How can we continue to perfect our handstands if we know that many in our neighborhoods are going hungry?

What good do we bring to the world by hosting international retreats if we don’t even know the struggles of those living nearby?

How can we share phrases like “One love,” ”All one,” “Love is love” when the only place that we experience such feelings is on a rubber mat?

Why are we so eager to support our local yoga studio when we ignore our local shelters?

How can we continue to practice a practice of liberation seeing the chains that bind so many?

Don’t get me wrong—we do need to support the neighborhood studio. But it is also our responsibility as practitioners of yoga to plant the seeds for a better future and, whenever possible, to help facilitate the road to freedom for those forgotten or neglected.

We can’t expect to take a 60 or a 75-minute yoga class and think the world is beautiful and that’s it for the day.

You can’t have access to something as powerful as yoga and just use it like a Band-Aid for wounded egos.

These practices are life-changing.

These practices can and will have tremendous benefits for the coming generations.

These practices, shared with everyone, especially the neglected and marginalized, could change the future.

As a community activist who engages with shelters, hospitals, hospices, underprivileged communities, and first responders, and is constantly trying to bring the therapeutic effects of yoga and mindfulness practices to those who typically don’t fit the stereotype, I realized that my yoga community has a lot of work and soul searching to do. Cacao ceremonies, handstands, ecstatic chanting, and two-week teacher trainings won’t cut it. That’s not an identity. That’s not why these practices are given to us.

Yoga is not a passive state of being. It is active and action-oriented; it defies all paradigms, biases, judgments, and barriers and truly places all of us as equals. My well-being is not more or less important than yours.
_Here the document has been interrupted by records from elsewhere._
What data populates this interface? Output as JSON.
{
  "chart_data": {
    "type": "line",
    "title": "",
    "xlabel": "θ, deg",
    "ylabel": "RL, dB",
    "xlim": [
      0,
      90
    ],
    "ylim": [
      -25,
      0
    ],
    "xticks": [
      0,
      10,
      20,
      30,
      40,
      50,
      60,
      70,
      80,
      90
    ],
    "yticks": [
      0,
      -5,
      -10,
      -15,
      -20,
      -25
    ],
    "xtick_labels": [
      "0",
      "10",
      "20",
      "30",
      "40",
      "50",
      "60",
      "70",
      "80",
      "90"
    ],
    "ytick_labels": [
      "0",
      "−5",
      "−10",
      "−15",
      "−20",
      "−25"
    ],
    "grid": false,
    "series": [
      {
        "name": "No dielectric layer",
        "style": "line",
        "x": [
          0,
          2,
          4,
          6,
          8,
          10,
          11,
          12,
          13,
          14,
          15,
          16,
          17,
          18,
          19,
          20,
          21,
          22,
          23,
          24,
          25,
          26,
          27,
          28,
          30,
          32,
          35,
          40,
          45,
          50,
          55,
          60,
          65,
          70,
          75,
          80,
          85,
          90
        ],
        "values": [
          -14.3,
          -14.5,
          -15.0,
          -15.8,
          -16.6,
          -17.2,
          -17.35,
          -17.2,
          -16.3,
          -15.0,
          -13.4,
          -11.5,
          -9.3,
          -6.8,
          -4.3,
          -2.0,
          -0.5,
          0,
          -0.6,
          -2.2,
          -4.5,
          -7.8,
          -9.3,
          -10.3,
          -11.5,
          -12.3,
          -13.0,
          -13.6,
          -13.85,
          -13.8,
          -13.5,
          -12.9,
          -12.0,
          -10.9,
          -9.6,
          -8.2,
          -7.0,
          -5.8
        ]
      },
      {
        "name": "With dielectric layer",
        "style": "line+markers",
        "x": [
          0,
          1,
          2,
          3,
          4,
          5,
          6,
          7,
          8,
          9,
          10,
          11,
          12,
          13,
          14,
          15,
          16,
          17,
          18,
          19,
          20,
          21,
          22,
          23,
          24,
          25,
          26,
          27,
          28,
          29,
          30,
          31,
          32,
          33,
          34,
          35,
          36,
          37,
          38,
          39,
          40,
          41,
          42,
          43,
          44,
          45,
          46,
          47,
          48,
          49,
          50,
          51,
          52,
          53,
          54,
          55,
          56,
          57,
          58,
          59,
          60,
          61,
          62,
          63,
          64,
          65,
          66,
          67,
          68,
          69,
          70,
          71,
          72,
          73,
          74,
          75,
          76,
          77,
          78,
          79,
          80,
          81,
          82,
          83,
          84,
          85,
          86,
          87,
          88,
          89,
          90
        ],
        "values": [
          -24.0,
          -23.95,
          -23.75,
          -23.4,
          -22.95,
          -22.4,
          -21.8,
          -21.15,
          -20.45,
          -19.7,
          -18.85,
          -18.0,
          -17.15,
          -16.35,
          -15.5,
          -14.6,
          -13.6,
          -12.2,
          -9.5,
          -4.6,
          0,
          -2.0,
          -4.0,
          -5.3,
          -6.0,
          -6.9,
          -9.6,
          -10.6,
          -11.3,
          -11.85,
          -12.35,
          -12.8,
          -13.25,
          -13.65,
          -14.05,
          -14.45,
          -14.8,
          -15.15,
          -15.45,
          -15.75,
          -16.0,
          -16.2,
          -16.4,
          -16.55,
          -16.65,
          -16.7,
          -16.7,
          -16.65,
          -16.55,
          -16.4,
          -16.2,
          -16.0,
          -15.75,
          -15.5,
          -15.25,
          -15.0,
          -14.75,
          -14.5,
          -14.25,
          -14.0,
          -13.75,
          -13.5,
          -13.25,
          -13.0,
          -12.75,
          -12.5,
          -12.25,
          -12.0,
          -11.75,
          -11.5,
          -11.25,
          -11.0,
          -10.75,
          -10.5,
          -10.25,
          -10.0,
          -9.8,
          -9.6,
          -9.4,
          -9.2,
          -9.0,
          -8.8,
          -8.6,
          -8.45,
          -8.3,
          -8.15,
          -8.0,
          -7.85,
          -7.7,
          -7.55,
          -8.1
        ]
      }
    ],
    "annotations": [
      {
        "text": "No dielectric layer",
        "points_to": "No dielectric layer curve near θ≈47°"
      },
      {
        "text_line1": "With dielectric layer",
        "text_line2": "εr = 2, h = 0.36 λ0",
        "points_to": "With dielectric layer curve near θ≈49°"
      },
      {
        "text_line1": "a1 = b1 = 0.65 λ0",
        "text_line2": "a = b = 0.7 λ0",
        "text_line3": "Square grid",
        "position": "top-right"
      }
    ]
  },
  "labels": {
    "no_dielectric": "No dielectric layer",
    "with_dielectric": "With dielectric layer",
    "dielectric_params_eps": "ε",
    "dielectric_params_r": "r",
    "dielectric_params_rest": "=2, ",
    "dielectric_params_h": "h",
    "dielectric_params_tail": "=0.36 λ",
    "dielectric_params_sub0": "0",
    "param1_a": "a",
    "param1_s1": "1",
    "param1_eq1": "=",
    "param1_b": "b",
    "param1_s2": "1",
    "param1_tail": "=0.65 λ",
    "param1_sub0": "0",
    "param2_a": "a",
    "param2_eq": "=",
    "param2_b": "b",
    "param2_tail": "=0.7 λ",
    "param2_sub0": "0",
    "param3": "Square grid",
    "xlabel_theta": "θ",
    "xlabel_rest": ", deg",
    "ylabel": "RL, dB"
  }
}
Don’t get me wrong—I still want you to go to your local studio or gym, take a class, and be happy. But I also want you to think big. How can we contribute to the expansion of our practices?

Can we suggest that our local studio organize a fundraiser?

Can we suggest that our favorite instructor goes to teach at a shelter?

Can our yogi friends support a local nonprofit?

Can we be more selective about where we invest our yoga dollars?

Can we make it part of the practice to perfect not only our asanas but also how we see the world and perhaps expand our idea of well-being to underprivileged communities?

There is a big blind spot in the yoga communities as we now know them.

Lots of you know that it’s time for a change. A change is coming. And the time is now.